Gu-RuThe EP kicks off with a confident strutting track in the shape of ‘’Full Tilt Motor Groove’’. It conjures up 70’s decadence to me. Lounging in the rear of a large American convertible rolling through a downtrodden neighbourhood. Gu-Ru’s opener makes you feel like you’re listening to a jam, something funky, relaxed and improvised but after a while you realise that the track is in fact very sculptured and deliberate. I suppose that’s why I found myself in my imagined Cadillac. Effortless cool often takes a great deal of effort. That’s not to say the track is contrived. It’s a showcase of Gu-Ru’s skill with a vintage organ’s nuances. The band rise and fall in tight syncopation. Leaving you wondering where the rest of the Cadillac ride will take you.

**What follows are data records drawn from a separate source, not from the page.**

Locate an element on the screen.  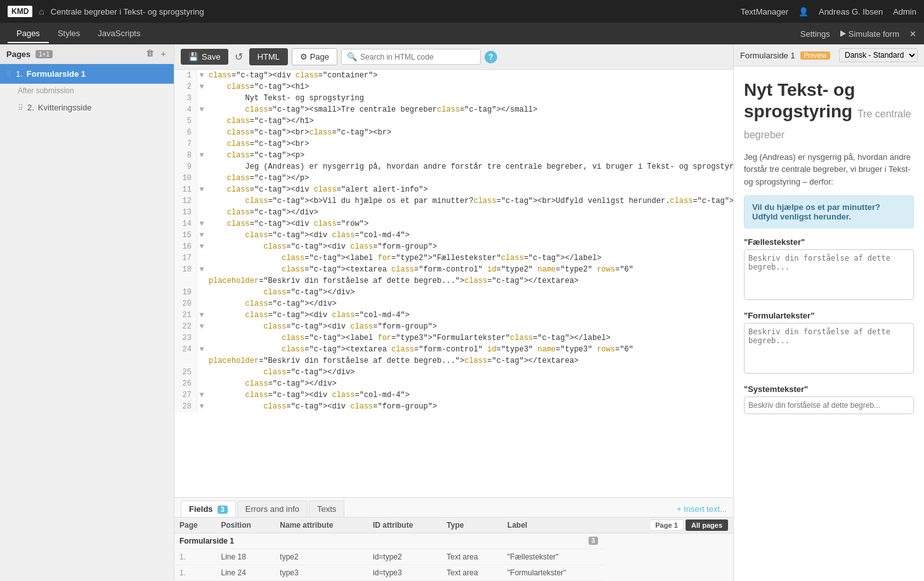
sidebar-item-page2: ⠿ 2. Kvitteringsside is located at coordinates (87, 108).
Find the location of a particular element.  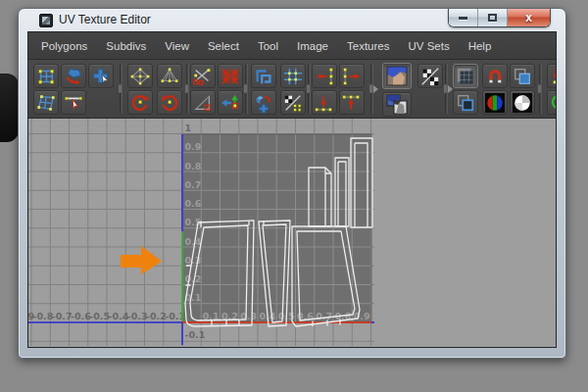

maximize-button is located at coordinates (493, 18).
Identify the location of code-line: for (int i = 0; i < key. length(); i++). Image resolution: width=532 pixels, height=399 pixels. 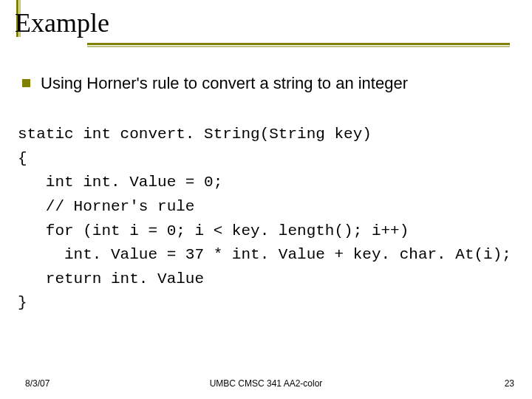
(213, 231).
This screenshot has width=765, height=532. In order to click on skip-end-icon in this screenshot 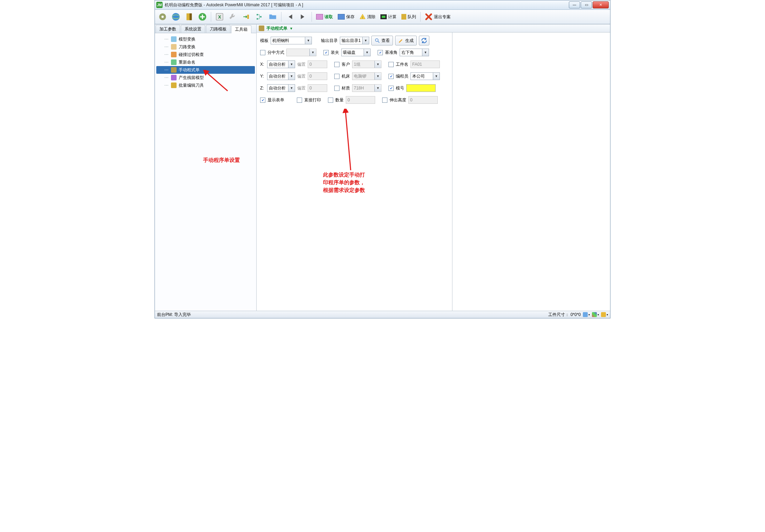, I will do `click(303, 17)`.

‘’Moongroove’’ is another immediate and confident track. Lee Spreadbury (keys) riffs over and over as the band lay a solid bedrock to carry the catchy likable refrain. Drums are thick and splashy with a Bass line that compliments the keys. The whole EP and the band’s sound is a nod to another era and this track is the one that sounds the most vintage on the EP. Not cheesy but the vibraphone interludes and spacey sounds give it a fun and nostalgic feel. A 70’s hotel bar early on an evening dripping in animal print and paisley.
Canyon’s is much less clear cut. It moves through several moods. The three piece have a clear sound. Bass, Drums, and a myriad of organ sounds that they don’t over complicate in the mix. Each instrument is prominent and bold. I listened to the tracks in the dark with headphones. It’s a slower affair. It has a sexiness to it but it’s too sharp too really fill that adjective. In fact three minutes in a break in the music and a building resurgence makes it become quite an emotive. The band sound bigger and the song comes over you like a wave, a wave that nearly overwhelms but stays just long enough to feel exciting and intriguing. Sometimes laying in the ocean can feel scary but it’s always nice to dabble in deep waters.
After being warmed up by ‘’Full Tilt Motor Groove’’ and ‘’Moongroove’’ you’re then toyed with by ‘’Canyon’s’’. Next you are showed the full scale of Gu-Ru in ‘’Pusher’’. The track starts like a melancholic love song. Spreadbury's love of Jazz shines through stronger than other songs and for a minute or so the EP gives you a breather. Then you are back into the fun, funky pulsing trio’s sharp chiseled groove. In places it sounds familiar to previous tracks but in this style of music that is fine. Tempo and volume are played with to create an exciting and slightly longer track. Something the group could be criticised for not doing with the previous three tracks. I’m back in my Cadillac and having dabbled in the ocean and stayed in my opulent 1970’s hotel having a bath in a gold tub with fruity cocktail topped with an umbrella, the journey is over.
This is very much a love letter to vintage organ sounds and to some it may not redefine this genre. It does however showcase some excellent musical skill in tight concise nuggets of genuinely exciting music. I felt the tracks were a little short but I am certain that Gu-Ru will explore these tracks at length at any of their live shows. I know from videos posted on their social media that they are playing with adding vocals. The band clearly love this music and live it. Looking at band shots it’s clear these guys would look at home in any of my metaphors and this just adds to the experience of Gu-Ru. If you’ve been fond of a Rhodes organ or a funky bass line. If you love to hear a drummer follow music not just as rhythm but as an accompanying in instrument give Gu-Ru’s EP fifteen minutes.